What the exercise asks> Every line below from the one containing "This screenshot has width=505, height=284." through the one containing "Task: Click on the ISA" must be transcribed exactly. Omit all lines outside that stretch.

(Collected data)
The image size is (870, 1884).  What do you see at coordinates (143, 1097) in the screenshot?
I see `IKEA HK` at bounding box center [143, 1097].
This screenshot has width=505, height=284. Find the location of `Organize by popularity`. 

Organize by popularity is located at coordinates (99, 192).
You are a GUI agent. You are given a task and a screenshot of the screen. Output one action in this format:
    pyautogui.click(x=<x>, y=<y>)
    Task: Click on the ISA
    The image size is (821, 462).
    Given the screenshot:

...

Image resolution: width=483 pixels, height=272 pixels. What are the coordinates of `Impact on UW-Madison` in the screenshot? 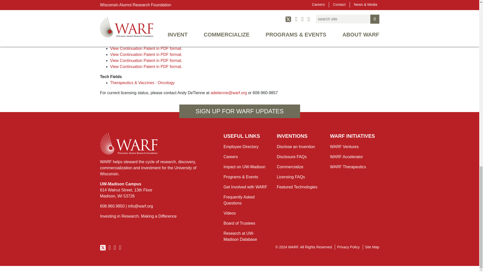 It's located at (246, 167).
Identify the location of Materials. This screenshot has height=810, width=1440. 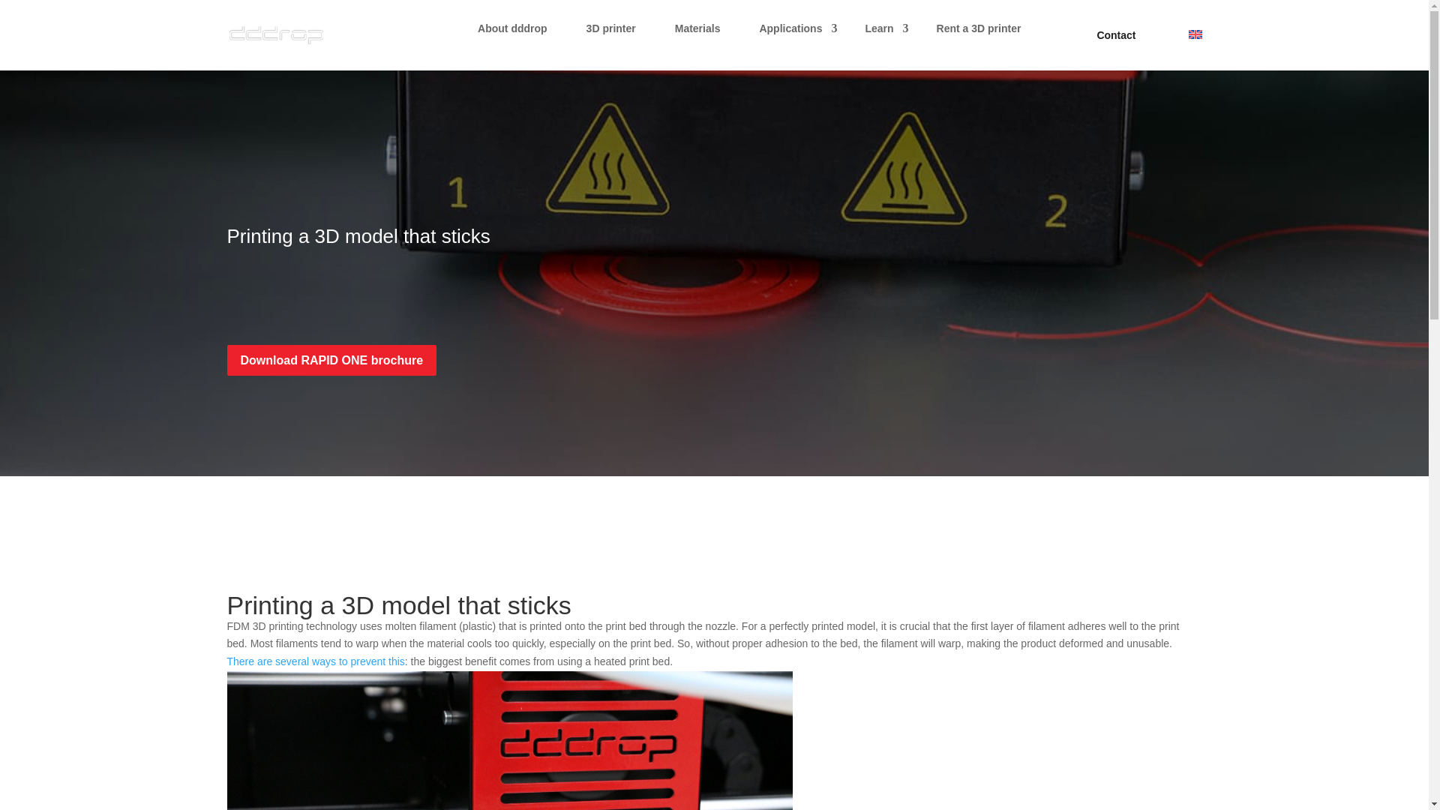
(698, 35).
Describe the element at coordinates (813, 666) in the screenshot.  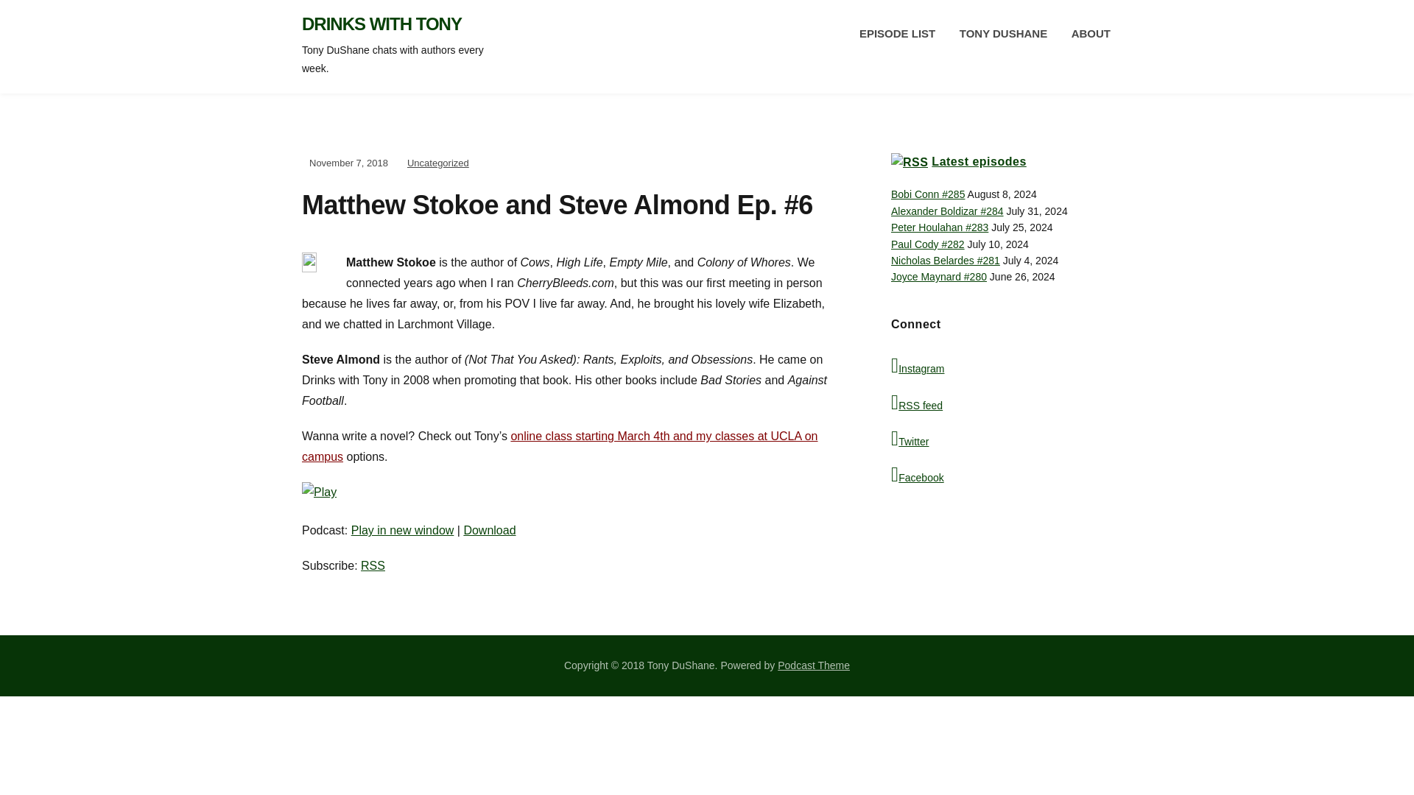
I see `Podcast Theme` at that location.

Result for this task>
This screenshot has width=505, height=284. Find the location of `Organize by popularity`. 

Organize by popularity is located at coordinates (99, 192).
You are a GUI agent. You are given a task and a screenshot of the screen. Output one action in this format:
    pyautogui.click(x=<x>, y=<y>)
    Task: Click on the ISA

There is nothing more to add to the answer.